I have a funny feeling that it had to do personally with the nursing staff that we had on faculty at that time, and we had some very caring women in the department, and women who were all doing further study which wasn’t always the case, and I think that these women may not have had a very clear picture of what was coming up but they had enough of an idea to know that, how nursing was going was changing. (Joy)

Joy’s comment suggests that while there was no institutional commitment at this time to provide cultural education in an Aotearoa New Zealand context, there was a sense that things were about to change. Individual tutors were expanding their awareness of difference and social justice through their own studies and bringing it into their everyday teaching. This, and the political

climate associated with Māori protest, provided impetus for the development of cultural safety nursing education.

The advent of cultural safety in nursing affected student nurses and registered nurses in positive and negative ways. For some it provided a language to help with understanding and finding meaning in some of the health care practices the person was part of but felt discomfort with. For others the same language became an instrument to silence opposing voices of those who rejected the idea that culture and identity had any part to play in health care outcomes. Cultural safety education became a site of struggle for legitimacy and voice within monocultural educational and health care institutions.

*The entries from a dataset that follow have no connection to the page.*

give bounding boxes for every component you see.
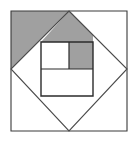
figure-container bbox=[0, 0, 132, 144]
geometric-figure bbox=[0, 0, 132, 144]
shaded-inner-top-right-cell bbox=[69, 42, 93, 69]
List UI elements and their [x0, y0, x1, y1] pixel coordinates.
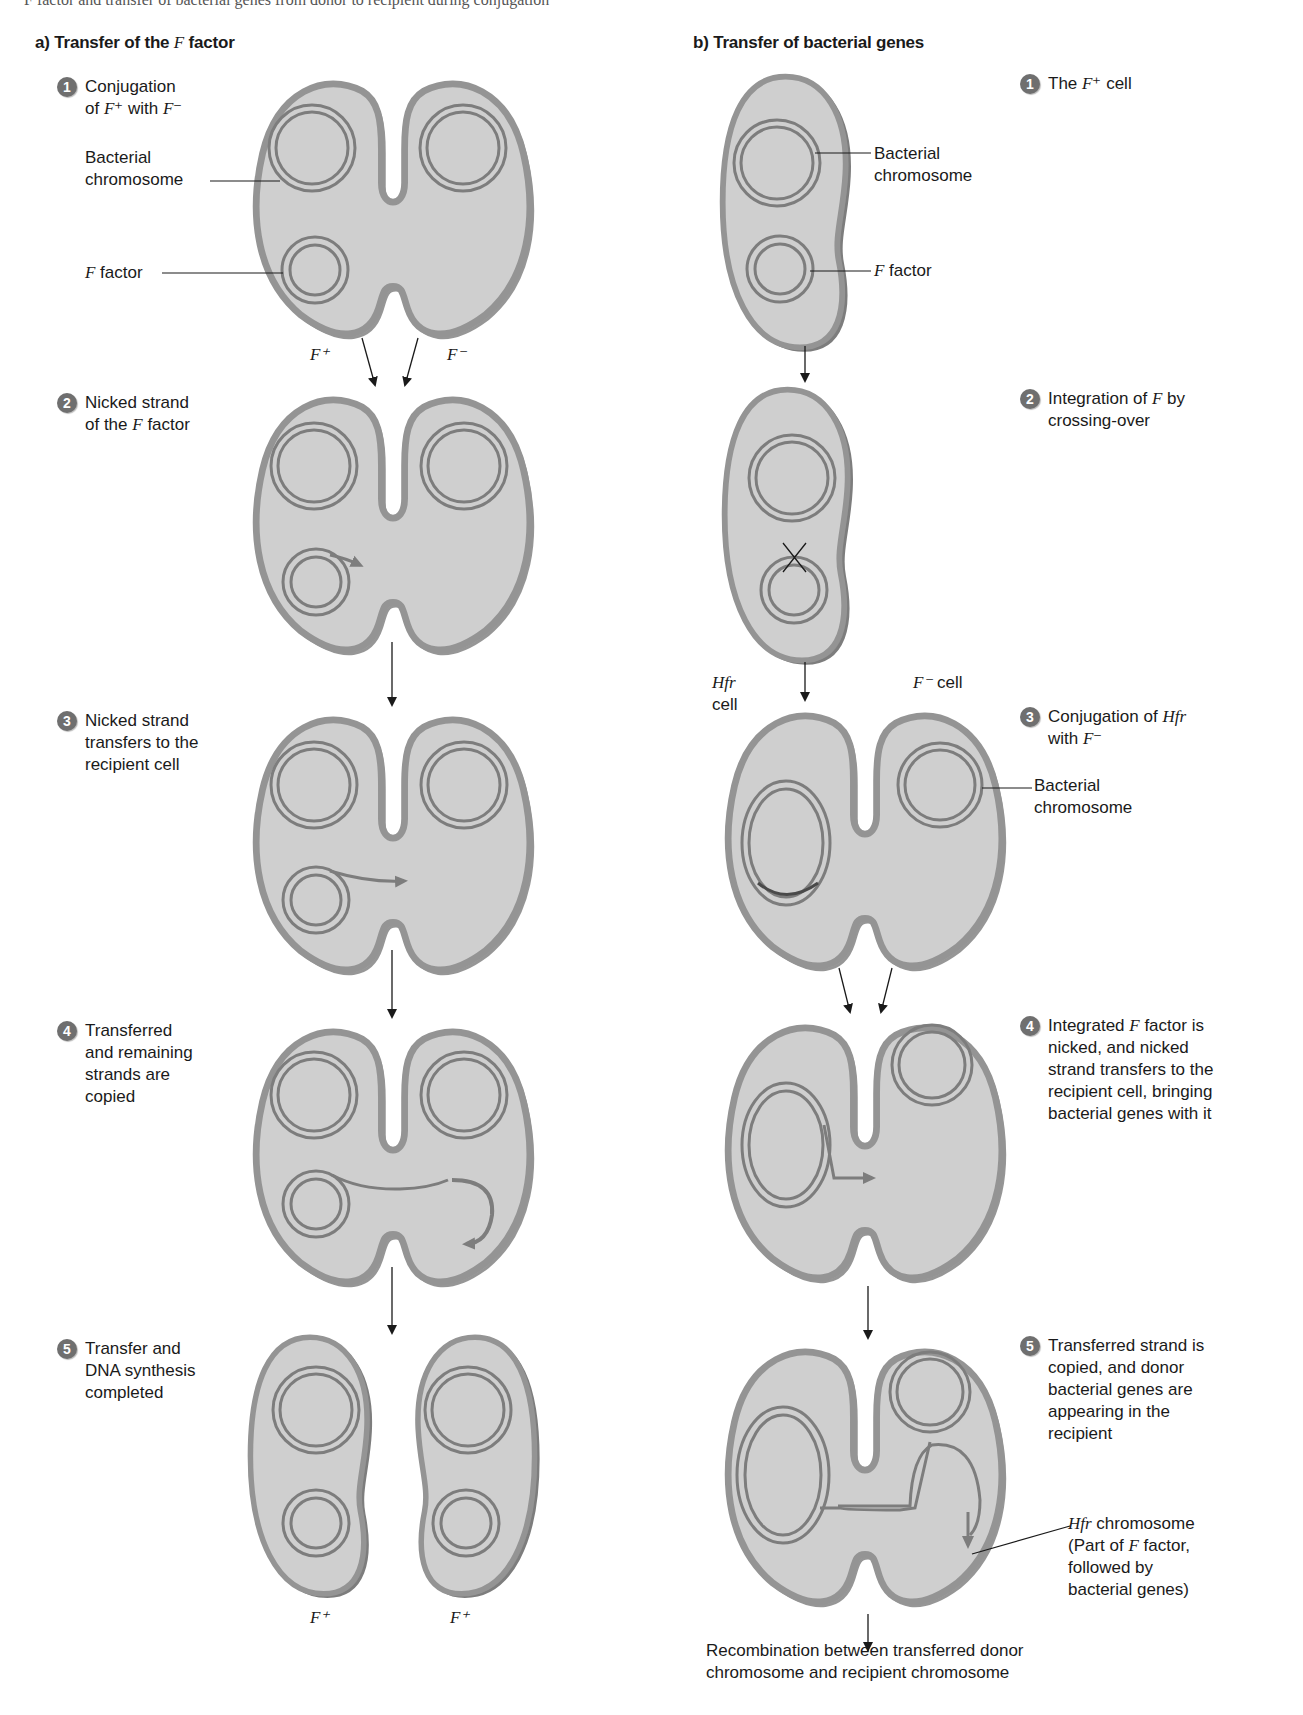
panel-a-step3-cells — [256, 720, 532, 974]
panel-a-step4-cells — [256, 1032, 532, 1286]
panel-a-step-2: 2 Nicked strand of the F factor — [57, 392, 190, 436]
step-text: Integrated F factor is nicked, and nicke… — [1048, 1015, 1213, 1125]
panel-b-step1-cell — [723, 77, 850, 351]
cell-label-f-plus-right: F⁺ — [450, 1607, 469, 1628]
panel-a-step5-cells — [250, 1337, 538, 1596]
panel-b-step4-cells — [728, 1025, 1004, 1282]
panel-a-step2-cells — [256, 400, 532, 654]
panel-a-step-1: 1 Conjugation of F⁺ with F⁻ — [57, 76, 182, 120]
step-number-badge: 5 — [1020, 1336, 1040, 1356]
label-f-factor: F factor — [85, 262, 143, 284]
cell-label-f-plus: F⁺ — [310, 344, 329, 365]
step-text: Transferred strand is copied, and donor … — [1048, 1335, 1204, 1445]
panel-b-step-1: 1 The F⁺ cell — [1020, 73, 1132, 95]
step-text: Transferred and remaining strands are co… — [85, 1020, 193, 1108]
step-number-badge: 3 — [1020, 707, 1040, 727]
label-hfr-chromosome: Hfr chromosome (Part of F factor, follow… — [1068, 1513, 1195, 1601]
label-bacterial-chromosome-b1: Bacterial chromosome — [874, 143, 972, 187]
step-text: Transfer and DNA synthesis completed — [85, 1338, 196, 1404]
label-bacterial-chromosome: Bacterial chromosome — [85, 147, 183, 191]
panel-b-step-4: 4 Integrated F factor is nicked, and nic… — [1020, 1015, 1213, 1125]
label-bacterial-chromosome-b3: Bacterial chromosome — [1034, 775, 1132, 819]
conjugation-diagram — [0, 0, 1303, 1715]
step-number-badge: 1 — [1020, 74, 1040, 94]
panel-b-step-5: 5 Transferred strand is copied, and dono… — [1020, 1335, 1204, 1445]
step-number-badge: 1 — [57, 77, 77, 97]
step-text: Conjugation of F⁺ with F⁻ — [85, 76, 182, 120]
cell-label-f-minus: F⁻ — [447, 344, 466, 365]
panel-b-step-2: 2 Integration of F by crossing-over — [1020, 388, 1185, 432]
cell-label-f-plus-left: F⁺ — [310, 1607, 329, 1628]
step-text: The F⁺ cell — [1048, 73, 1132, 95]
panel-a-step-3: 3 Nicked strand transfers to the recipie… — [57, 710, 198, 776]
step-number-badge: 4 — [1020, 1016, 1040, 1036]
final-outcome-text: Recombination between transferred donor … — [706, 1640, 1024, 1684]
panel-a-step1-cells — [256, 84, 532, 338]
step-text: Conjugation of Hfr with F⁻ — [1048, 706, 1186, 750]
step-text: Integration of F by crossing-over — [1048, 388, 1185, 432]
step-number-badge: 3 — [57, 711, 77, 731]
label-f-minus-cell: F⁻ cell — [913, 672, 963, 694]
step-number-badge: 5 — [57, 1339, 77, 1359]
panel-a-step-5: 5 Transfer and DNA synthesis completed — [57, 1338, 196, 1404]
step-number-badge: 2 — [1020, 389, 1040, 409]
panel-b-step5-cells — [728, 1352, 1004, 1606]
panel-b-step3-cells — [728, 716, 1004, 970]
step-number-badge: 4 — [57, 1021, 77, 1041]
panel-a-step-4: 4 Transferred and remaining strands are … — [57, 1020, 193, 1108]
label-hfr-cell: Hfrcell — [712, 672, 738, 716]
panel-b-step-3: 3 Conjugation of Hfr with F⁻ — [1020, 706, 1186, 750]
panel-b-step2-cell — [725, 390, 852, 664]
step-number-badge: 2 — [57, 393, 77, 413]
label-f-factor-b1: F factor — [874, 260, 932, 282]
step-text: Nicked strand transfers to the recipient… — [85, 710, 198, 776]
step-text: Nicked strand of the F factor — [85, 392, 190, 436]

The experience of cultural safety education was taken into clinical practice along with other educational experiences and learned skills. However, too often the negative experiences of cultural safety education silenced nurses rather than providing them with a voice and a structure to work with and manage day-to-day clinical situations in a culturally safe way. Cultural safety education provided nursing education with a critical framework by which to critique nursing and health practices. The very act of critiquing and dismantling dominant ideas disrupted and broke down roles and relationships in the social spaces in which nursing took place (Bourdieu, 1972, 1998). As already mentioned, just because the student nurse was equipped with this knowledge did not mean that this would be automatically transferred into practical application.

In the first section of this chapter participants reflected how their attitude towards learning about difference and/or cultural safety was influenced by their experiences, personal views and the particular time period in which they were nursing students. Sally and Mary’s stories illustrated the tensions that arose from the introduction of frameworks aimed at providing the nurse with knowledge about cultural difference. They were caught between transcultural care, cultural communication and the push for students to learn specifically about Māori tikanga and health care practices. Polly and June brought their own values and beliefs to their nursing practice and teaching and cultural safety provided them with a way to explain these values. Patricia, Louise and Ruby were the recipients of cultural safety nursing education. Their learning experience turned the focus of investigation onto the nurse but at the same time unleashed an overt expression of racism into nursing education for which enlightened students and well intentioned nursing tutors were unprepared and ill equipped. These intersections of the way culture has been addressed in Aotearoa New Zealand nursing over time have built on one another and continue to detract from a clear nursing-focused understanding of culturally safe nursing care. The next

section of this thesis examines stories relating to the meaning of culturally safe nursing which have embedded in them aspects of different understandings of culture in a nursing context.